Back in 2012, when our host was still actively blogging here, the public finally learned the identity of the source Bob Woodward referred to as Deep Throat. While some were deeply skeptical of Felt’s claim, Bob Woodward confirmed it. This is of currency and relevance due to the current sorry state of the DoJ/FBI (and rest of the civilian intelligence establishment1). We find ourselves not so much with a reiteration of Watergate, than with a reversed and inverted simile (Watergate as The Wrath of Khan, our current debacle as Into Darkness).
POLITICIZING THE FBI: HOW JAMES COMEY SUCCEEDED WHERE RICHARD NIXON FAILED
By John D. O’Connor [The attorney who revealed Mark Felt as Watergate’s Deep Throat], the Daily Caller
A little over 40 years ago, Richard Nixon went from a landslide re-election winner to a president forced to resign in disgrace. Nixon’s downfall was the direct result of his unsuccessful attempts to politicize through patronage of an independent, straight-arrow FBI. The commonsense, ethical lesson from this for all government officials would be to avoid attempts to use our nation’s independent fact-finder as a partisan force.
There is as well, of course, a more perverse lesson to be learned from Nixon’s downfall at the hands of an independent FBI, to wit: there is much power to gain by politicizing the Bureau, but only if its upper-leadership team is all on partisan board. Emerging evidence increasingly suggests, sadly, that this was former FBI Director James Comey’s leadership strategy in our country’s most sensitive investigations.
I do not share Mr. O’Connor’s high opinion of his client. Neither do think highly of Richard M. Nixon. Finding myself pressed by the shape of current circumstances I must reluctantly confess that both have risen on my relative list due to the particularly vile excesses of B. Hussein Obama and his Administration.

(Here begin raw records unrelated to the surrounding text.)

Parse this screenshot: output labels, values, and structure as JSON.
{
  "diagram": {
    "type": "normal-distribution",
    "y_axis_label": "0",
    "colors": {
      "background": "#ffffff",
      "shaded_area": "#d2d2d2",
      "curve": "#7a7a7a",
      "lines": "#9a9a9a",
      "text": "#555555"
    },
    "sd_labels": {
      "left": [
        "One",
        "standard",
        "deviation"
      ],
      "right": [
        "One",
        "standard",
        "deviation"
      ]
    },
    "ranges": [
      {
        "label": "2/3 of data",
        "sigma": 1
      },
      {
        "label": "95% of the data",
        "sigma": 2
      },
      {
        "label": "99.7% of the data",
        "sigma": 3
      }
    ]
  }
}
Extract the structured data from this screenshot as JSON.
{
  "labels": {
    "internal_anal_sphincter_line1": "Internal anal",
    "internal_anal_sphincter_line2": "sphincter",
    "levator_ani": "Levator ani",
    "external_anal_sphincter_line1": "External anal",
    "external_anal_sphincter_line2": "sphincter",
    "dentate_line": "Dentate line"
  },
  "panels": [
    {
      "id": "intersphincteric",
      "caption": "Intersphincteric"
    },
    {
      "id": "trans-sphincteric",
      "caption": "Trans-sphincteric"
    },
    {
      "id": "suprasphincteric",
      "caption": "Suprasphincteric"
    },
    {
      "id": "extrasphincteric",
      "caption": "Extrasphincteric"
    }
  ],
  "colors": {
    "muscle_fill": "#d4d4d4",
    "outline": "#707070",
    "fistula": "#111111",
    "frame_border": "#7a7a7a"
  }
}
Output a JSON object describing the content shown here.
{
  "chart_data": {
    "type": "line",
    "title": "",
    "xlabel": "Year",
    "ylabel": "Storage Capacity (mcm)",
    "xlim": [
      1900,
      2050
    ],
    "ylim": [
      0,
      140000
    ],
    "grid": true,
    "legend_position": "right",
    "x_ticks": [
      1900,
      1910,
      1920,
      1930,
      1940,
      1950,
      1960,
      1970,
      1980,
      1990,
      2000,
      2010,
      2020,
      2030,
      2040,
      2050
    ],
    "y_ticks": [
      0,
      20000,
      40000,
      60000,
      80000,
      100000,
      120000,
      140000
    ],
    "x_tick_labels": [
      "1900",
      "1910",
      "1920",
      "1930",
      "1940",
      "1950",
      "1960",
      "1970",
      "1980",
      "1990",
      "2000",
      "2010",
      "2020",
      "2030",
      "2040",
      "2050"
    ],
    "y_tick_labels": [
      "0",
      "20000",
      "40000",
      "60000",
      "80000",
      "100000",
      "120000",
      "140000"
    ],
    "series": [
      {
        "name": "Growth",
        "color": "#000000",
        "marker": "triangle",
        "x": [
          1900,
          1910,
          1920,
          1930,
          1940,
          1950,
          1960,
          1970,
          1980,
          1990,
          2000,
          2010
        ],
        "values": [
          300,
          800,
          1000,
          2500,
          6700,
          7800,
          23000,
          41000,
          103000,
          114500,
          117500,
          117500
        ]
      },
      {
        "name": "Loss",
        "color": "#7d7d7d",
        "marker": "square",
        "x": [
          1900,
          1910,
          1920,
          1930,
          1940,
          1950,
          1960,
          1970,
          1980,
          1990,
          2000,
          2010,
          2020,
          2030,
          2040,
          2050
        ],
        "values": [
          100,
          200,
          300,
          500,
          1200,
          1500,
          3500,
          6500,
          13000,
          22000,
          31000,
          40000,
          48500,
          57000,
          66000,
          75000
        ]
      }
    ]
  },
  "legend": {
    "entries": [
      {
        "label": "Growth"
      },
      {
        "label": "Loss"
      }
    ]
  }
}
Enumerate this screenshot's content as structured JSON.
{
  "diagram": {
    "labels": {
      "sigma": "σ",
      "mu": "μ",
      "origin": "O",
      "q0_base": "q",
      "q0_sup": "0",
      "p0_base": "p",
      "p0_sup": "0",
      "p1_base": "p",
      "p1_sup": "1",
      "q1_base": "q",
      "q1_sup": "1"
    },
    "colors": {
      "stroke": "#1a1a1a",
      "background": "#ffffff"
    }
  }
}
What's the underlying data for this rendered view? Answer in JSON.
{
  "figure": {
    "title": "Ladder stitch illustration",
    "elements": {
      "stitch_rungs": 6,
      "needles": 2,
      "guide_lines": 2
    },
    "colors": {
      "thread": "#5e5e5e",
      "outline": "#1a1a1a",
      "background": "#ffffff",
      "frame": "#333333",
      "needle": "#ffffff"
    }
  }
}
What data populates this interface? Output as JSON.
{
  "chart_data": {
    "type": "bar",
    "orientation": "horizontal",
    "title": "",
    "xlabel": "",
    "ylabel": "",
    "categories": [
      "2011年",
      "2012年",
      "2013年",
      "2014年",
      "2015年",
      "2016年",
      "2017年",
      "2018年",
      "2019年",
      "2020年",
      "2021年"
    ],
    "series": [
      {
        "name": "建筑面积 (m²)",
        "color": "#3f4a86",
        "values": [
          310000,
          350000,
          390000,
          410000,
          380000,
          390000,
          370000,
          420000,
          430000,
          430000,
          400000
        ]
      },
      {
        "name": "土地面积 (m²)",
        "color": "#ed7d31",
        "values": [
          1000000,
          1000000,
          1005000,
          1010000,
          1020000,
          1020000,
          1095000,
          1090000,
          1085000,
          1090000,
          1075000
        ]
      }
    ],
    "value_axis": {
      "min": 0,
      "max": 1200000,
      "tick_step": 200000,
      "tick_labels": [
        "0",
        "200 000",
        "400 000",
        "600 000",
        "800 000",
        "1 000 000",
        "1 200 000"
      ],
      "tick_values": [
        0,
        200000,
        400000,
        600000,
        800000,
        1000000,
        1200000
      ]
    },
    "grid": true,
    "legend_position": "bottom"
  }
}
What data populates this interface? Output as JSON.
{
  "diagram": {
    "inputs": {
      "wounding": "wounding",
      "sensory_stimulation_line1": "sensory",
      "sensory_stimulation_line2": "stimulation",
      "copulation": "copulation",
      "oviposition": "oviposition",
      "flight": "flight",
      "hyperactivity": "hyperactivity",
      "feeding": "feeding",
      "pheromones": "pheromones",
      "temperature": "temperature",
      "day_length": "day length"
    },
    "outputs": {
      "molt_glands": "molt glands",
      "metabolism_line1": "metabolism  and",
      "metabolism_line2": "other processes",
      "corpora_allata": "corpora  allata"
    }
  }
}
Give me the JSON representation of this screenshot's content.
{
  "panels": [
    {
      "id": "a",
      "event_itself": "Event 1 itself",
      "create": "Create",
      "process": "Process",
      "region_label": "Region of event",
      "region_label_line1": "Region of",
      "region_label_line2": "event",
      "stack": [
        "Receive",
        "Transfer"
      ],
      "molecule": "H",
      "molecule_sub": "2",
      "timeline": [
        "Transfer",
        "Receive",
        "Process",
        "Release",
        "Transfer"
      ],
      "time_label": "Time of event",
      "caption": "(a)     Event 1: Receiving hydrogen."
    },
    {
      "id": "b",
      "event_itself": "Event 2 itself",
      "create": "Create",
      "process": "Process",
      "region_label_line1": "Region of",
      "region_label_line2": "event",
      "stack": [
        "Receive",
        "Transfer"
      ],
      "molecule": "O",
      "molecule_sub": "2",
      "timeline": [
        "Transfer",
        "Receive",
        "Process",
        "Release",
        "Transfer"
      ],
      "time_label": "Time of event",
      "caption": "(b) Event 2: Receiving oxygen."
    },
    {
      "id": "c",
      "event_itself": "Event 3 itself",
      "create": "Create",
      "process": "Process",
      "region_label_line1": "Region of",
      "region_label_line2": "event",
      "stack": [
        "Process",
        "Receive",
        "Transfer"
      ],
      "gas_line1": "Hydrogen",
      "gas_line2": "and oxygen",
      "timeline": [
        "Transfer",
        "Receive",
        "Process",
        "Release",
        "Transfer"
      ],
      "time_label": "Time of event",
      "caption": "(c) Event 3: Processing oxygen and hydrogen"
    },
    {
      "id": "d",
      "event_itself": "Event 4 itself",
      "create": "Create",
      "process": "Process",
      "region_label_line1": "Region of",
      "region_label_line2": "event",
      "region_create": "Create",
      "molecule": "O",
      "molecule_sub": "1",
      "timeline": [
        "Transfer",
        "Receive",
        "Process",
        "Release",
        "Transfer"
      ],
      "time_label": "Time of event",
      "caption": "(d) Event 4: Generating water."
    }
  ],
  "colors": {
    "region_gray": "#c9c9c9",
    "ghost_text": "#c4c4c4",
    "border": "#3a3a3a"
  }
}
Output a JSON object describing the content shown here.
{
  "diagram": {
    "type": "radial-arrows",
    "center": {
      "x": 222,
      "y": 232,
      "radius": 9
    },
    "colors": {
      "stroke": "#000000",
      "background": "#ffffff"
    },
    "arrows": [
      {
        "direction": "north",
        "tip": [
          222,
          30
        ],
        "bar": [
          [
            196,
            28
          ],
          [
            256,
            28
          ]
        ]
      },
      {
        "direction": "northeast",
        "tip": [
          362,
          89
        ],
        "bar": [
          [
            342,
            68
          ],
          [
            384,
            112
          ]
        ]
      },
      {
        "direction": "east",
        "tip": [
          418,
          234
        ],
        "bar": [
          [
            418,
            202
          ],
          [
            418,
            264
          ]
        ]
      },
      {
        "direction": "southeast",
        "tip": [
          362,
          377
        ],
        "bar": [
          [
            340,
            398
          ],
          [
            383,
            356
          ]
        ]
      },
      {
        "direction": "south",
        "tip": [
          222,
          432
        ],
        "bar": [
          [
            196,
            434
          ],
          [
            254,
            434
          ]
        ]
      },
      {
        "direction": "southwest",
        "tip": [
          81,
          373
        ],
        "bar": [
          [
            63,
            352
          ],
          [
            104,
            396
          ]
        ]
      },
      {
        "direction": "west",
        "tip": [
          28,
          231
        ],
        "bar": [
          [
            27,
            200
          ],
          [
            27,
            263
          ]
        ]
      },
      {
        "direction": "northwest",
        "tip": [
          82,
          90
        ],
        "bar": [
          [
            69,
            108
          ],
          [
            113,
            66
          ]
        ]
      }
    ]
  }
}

Richard Nixon made it a practice to spy on his political opponents. He was not alone in this, in that the effectively autonomous founding Director of the FBI made it a practice to use his agency to spy on friend and foe alike. On Hoover’s death in May 1972, Nixon tried to shape the FBI to his will. We will never know for a certainty how much of this was Nixon’s desire to expand his own powers, and how much was an attempt to rein in a Federal Agency which had never been responsive to the President nor to Congress.
It does appear clear that Mark Felt believed he should have succeeded J. Edgar Hoover as director of the FBI, and that he had no intention of allowing President Nixon to reduce the independence of the Bureau.
B. Hussein Obama, who inherited far more expansive intelligence tools than those available to Richard Nixon and who further expanded those tools, made Nixon’s scope and depth of domestic spying pale in comparison. He not only spied on domestic opponents, he spied on the leaders of friendly foreign powers and on members of the press whose reporting he found to be problematic. He was further empowered in his domestic spying by a fawning press corps and a Federal Bureaucracy which had grown to believe that they, and not the Elected Officials for whom they worked, should set policy.
Our Republic is at a cross roads. These interlocking scandals have revealed Officials from the President down to the civil servant level have failed in their duty to uphold the Constitution. The first step in remedying this is to hold all those officials who have failed in their duty to account.
1 It seems the only Federal Intelligence entity which upheld their oaths of office in this matter was the most secretive of all, the NSA.